* Makan Pourzandi (Makan.Pourzandi@xxxxxxxxxxxx) wrote:
Serge E. Hallyn wrote:
Quoting Chris Wright (chrisw@xxxxxxxx):
AFAICT, this means anybody with read access to a file can block all
writes. This doesn't sound great.
True.
This could be fixed by adding a check at the top of dsi_file_mmap for
file->f_dentry->d_inode->i_mode & MAY_EXEC. Of course then shared
libraries which are installed without execute permissions will cause
apps to break. On my quick test, I couldn't run xterm or vi :)
Note that blocking writes requires that the file be a valid ELF file,
as this is all that digsig mediates. So I'm not sure which we worry
about more - the fact that all shared libraries have to be installed
with execute permissions (under the proposed solution), or that write
My 2 cents, a quick browsing on my machine (fedora core 1) shows that almost all my shared libraries are installed with both execution and read permissions. IMHO, I don't believe then that this should be considered as a major issue.
This has nothing to do with file permissions aside of read. All you need
is read permission, then you can mmap(PROT_EXEC) which will kick off the
check, and do deny_write_access. It's a freeform way to lock writers
out of any readable file in the system. This is why MAP_EXECUTABLE and
MAP_DENYWRITE are masked off at syscall entry.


◆ **Work to complete**
Repeat the records below exactly as they appear, leaving out any pictures.

[Phrase grounding data]
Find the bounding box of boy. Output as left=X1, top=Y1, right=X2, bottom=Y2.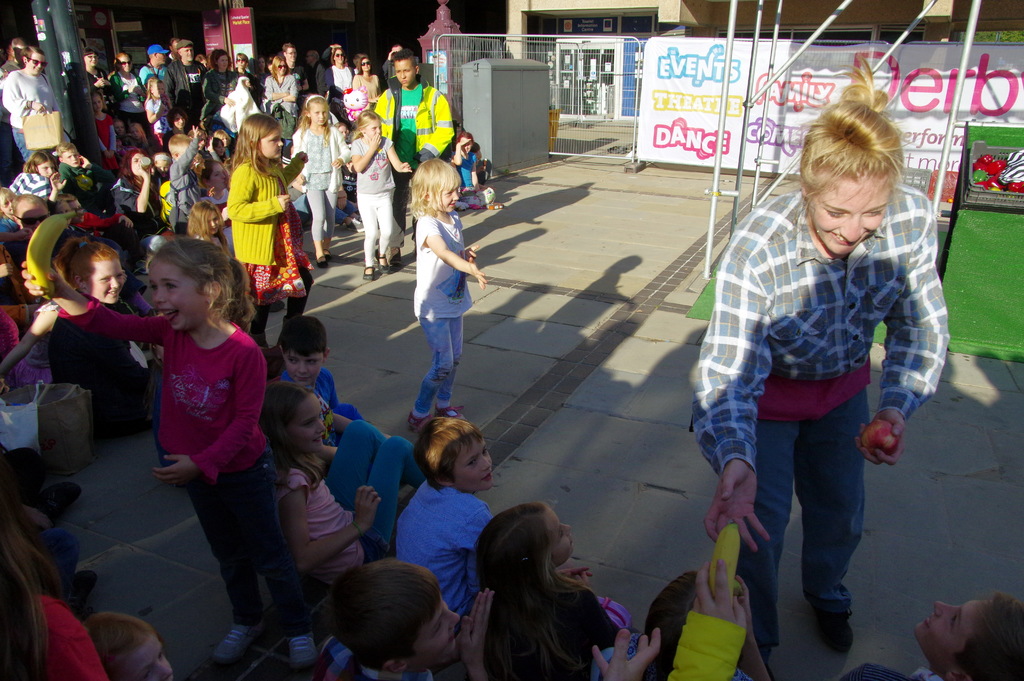
left=392, top=415, right=584, bottom=631.
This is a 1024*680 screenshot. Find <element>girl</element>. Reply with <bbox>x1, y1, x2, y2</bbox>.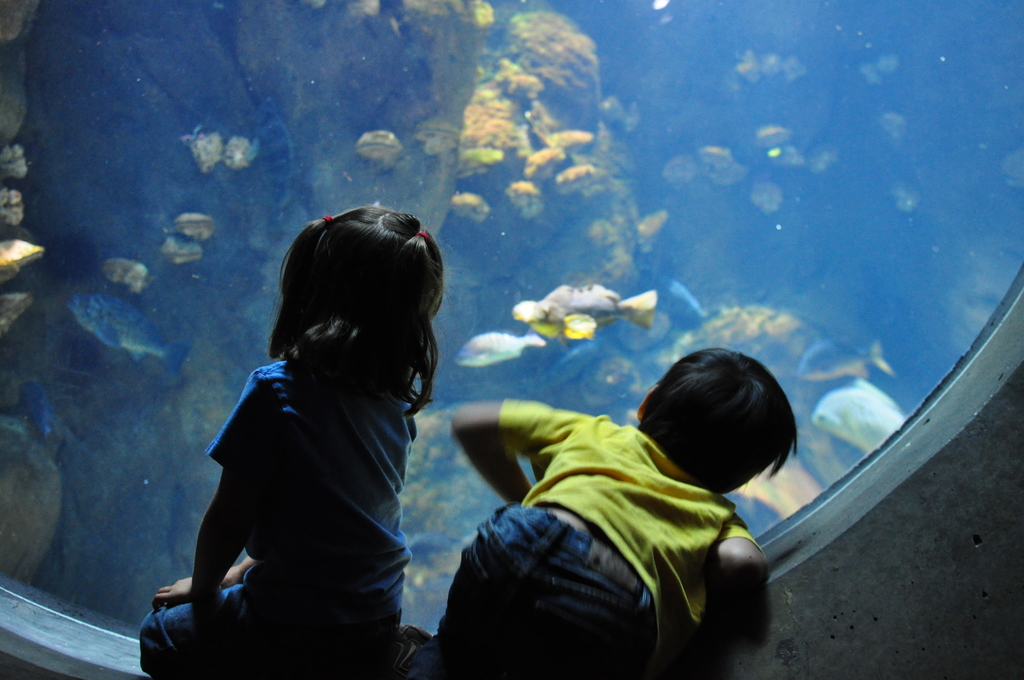
<bbox>131, 203, 446, 679</bbox>.
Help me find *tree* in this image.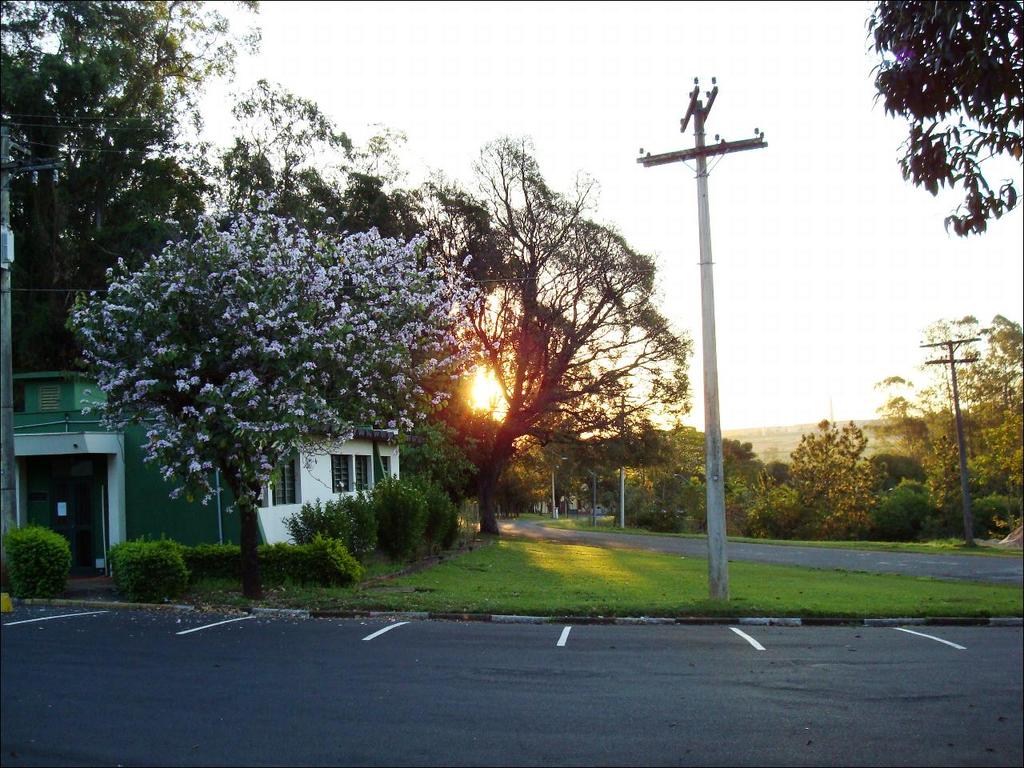
Found it: [left=36, top=202, right=110, bottom=524].
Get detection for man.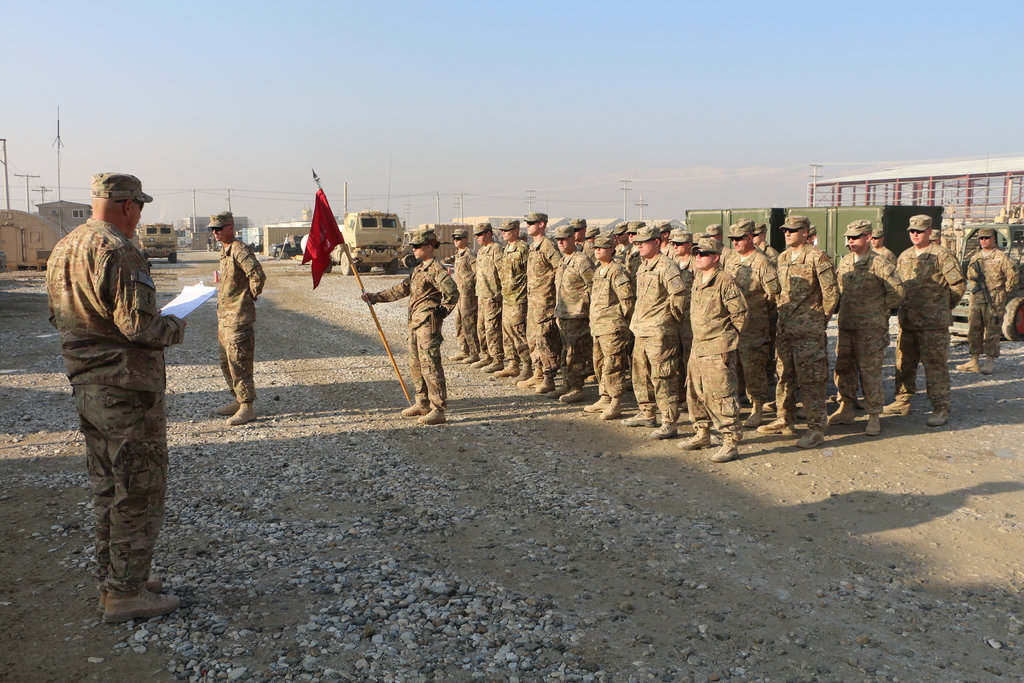
Detection: <bbox>664, 231, 694, 404</bbox>.
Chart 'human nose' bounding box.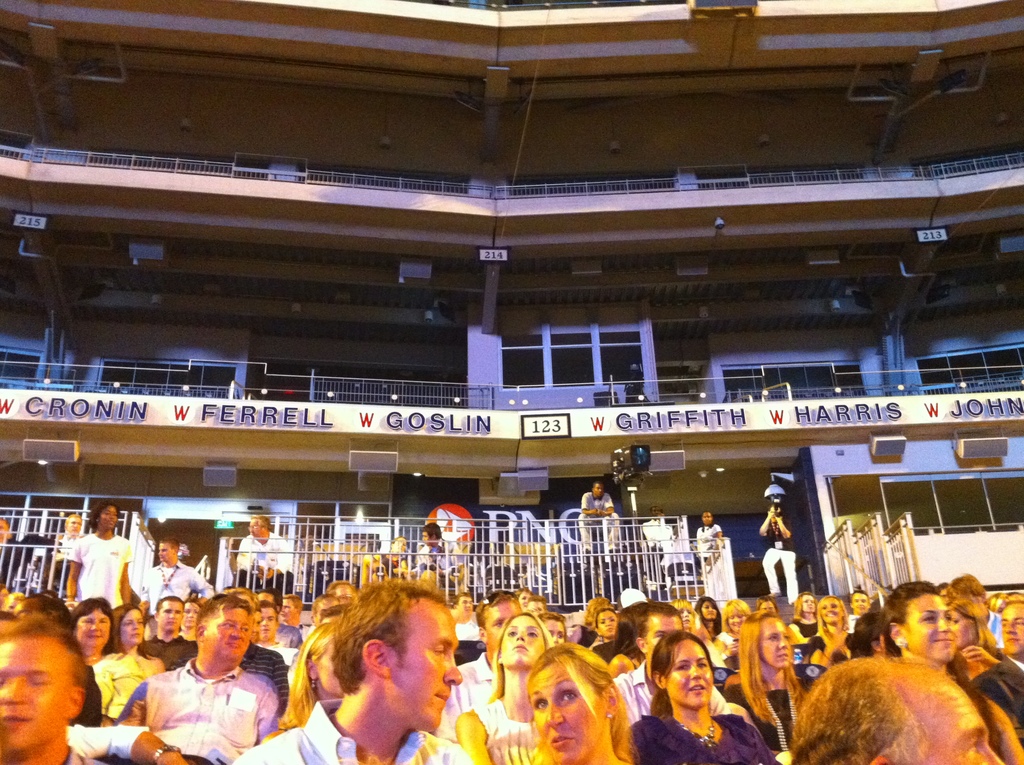
Charted: <region>168, 611, 171, 617</region>.
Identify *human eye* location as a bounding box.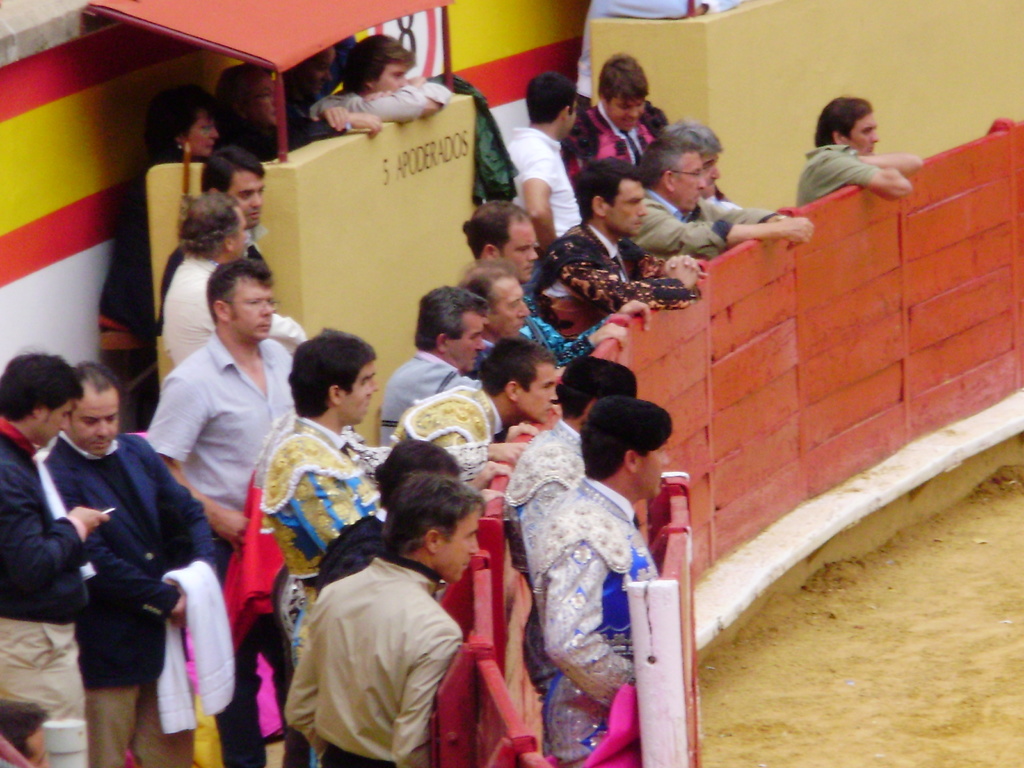
506,296,518,308.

◆ **Solution**
Find the bounding box of boy. Output as left=X1, top=Y1, right=X2, bottom=Y2.
left=392, top=415, right=584, bottom=631.
This is a 1024*680 screenshot. Find <element>girl</element>. Reply with <bbox>x1, y1, x2, y2</bbox>.
<bbox>131, 203, 446, 679</bbox>.
Help me find *tree* in this image.
Found it: [left=36, top=202, right=110, bottom=524].
Get detection for man.
Detection: <bbox>664, 231, 694, 404</bbox>.
Chart 'human nose' bounding box.
Charted: <region>168, 611, 171, 617</region>.
Identify *human eye* location as a bounding box.
506,296,518,308.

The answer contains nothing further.